Risk Assessment. Marvin Rausand
in Chapter 8.
Example 2.8 (Helicopter accidents)
In the SINTEF helicopter studies (Herrera et al. 2010), helicopter accidents are classified into eight categories:
1 (1)Accident during takeoff or landing on a heliport
2 (2)Accident during takeoff or landing on a helideck (i.e. on an offshore platform)
3 (3)Accident caused by critical aircraft failure during flight
4 (4)Midair collision with another aircraft
5 (5)Collision with terrain, sea, or a building structure
6 (6)Personnel accident inside a helicopter (i.e. caused by toxic gases due to fire or cargo)
7 (7)Personnel accident outside a helicopter (i.e. hit by tail rotor)
8 (8)Other accidents.
The studies are limited to accidents involving helicopter crew and passengers. Accidents involving other persons and other assets are not included.
2.3.11 Incident
The term “incident” may be defined as:
Definition 2.18 (Incident)
A sudden, unwanted, and unplanned event or event sequence that could reasonably have been expected to result in harm to one or more assets, but actually did not.
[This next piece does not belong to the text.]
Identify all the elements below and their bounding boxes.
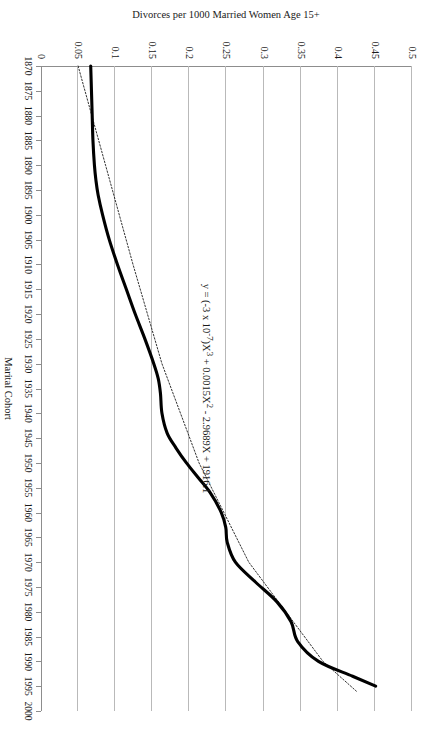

This definition is identical to the definition of accident, with the important distinction that incidents do not cause any significant harm. As for accident, the term incident is mainly used about events that have occurred in the past. From an initiating event, the event sequence can develop until it ends either with an accident or with an incident. Other terms that are used more or less with the same meaning as incident are near accident, mishap, and near miss.
Observe that some authors use the term incident to include both incidents and accidents as they are defined in this book.
2.3.12 Precursors
Phimister et al. (2004) define precursors as:
Definition 2.19 (Precursors)
Conditions, events, and sequences that precede and lead up to accidents.
A precursor is therefore something that happens that may alert us that an accident is imminent. If precursors can be identified, this offers a great potential for avoiding accidents. Many organizations have developed systems to identify accident precursors and made procedures on how to intervene before any accident occurs.
It is sometimes easy to spot precursors after an accident has occurred. More difficult is to identify precursors upfront an accident. Precursors are often technical failures, human errors, or operating conditions that individually or in combination with other precursors, may lead to an accident. Often, precursors can be identified when they lead to incidents and near accidents that were stopped by functioning safety controls. An incident (with no significant consequences) is not a precursor, but may help to reveal precursors (e.g. see U.S. DOE 1996).
2.3.13 Special Types of Accidents
Accident causation and accident models are discussed in more detail in Chapter 8. The development of accident theory has been strongly influenced by the views of Charles Perrow and James Reason, who have introduced new notions for major accidents.
Reason (1997) introduces the concept of organizational accident, defined as follows:
Definition 2.20 (Organizational accident)
A comparatively rare, but often catastrophic, event that occurs within complex modern technologies (e.g. nuclear power plants, commercial aviation, the petrochemical industry, chemical process plants, marine and rail transport, banks, and stadiums) and has multiple causes involving many people operating at different levels of their respective companies. Organizational accidents often have devastating effects on uninvolved populations, assets, and the environment.
Reason (1997) calls accidents that cannot be classified as organizational accidents, individual accidents:
Definition 2.21 (Individual accident)
An accident in which a specific person or group is often both the agent and the victim of the accident. The consequences to the people concerned may be great, but their spread is limited.
In the book “Normal Accidents: Living with High‐Risk Technologies,” Perrow (1984) introduces the concepts of system accident and normal accident. Normal accident theory is discussed in Chapter 8, so here we just define his concept of system accident:
Definition 2.22 (System accident)
An accident that arises in the interactions among components (electromechanical, digital, and human) rather than in the failure of individual components (Perrow 1984).
In analogy with the terminology of Reason (1997), an accident that cannot be classified as a system accident is sometimes called a component failure accident:
Definition 2.23 (Component failure accident)
An accident arising from component failures, including the possibility of multiple and cascading failures (e.g. see Leveson 2004).
2.4 What is the Likelihood?
To answer the second question in the triplet definition of risk,“What is the likelihood of that happening?” we need to use concepts from probability theory. A brief introduction to probability theory is given in Appendix A. Essentially, the probability of an event
2.4.1 Probability
Probability is a complex concept about whose meaning many books and scientific articles have been written. There are three main approaches to probability: (i) the classical approach, (ii) the frequentist approach, and (iii) the Bayesian or subjective approach.
People have argued about the meaning of the word “probability” for at least hundreds of years, maybe thousands. So bitter, and fervent, have the battles been between the contending schools of thought, that they've often been likened to religious wars. And this situation continues to the present time (Kaplan 1997 , p. 407).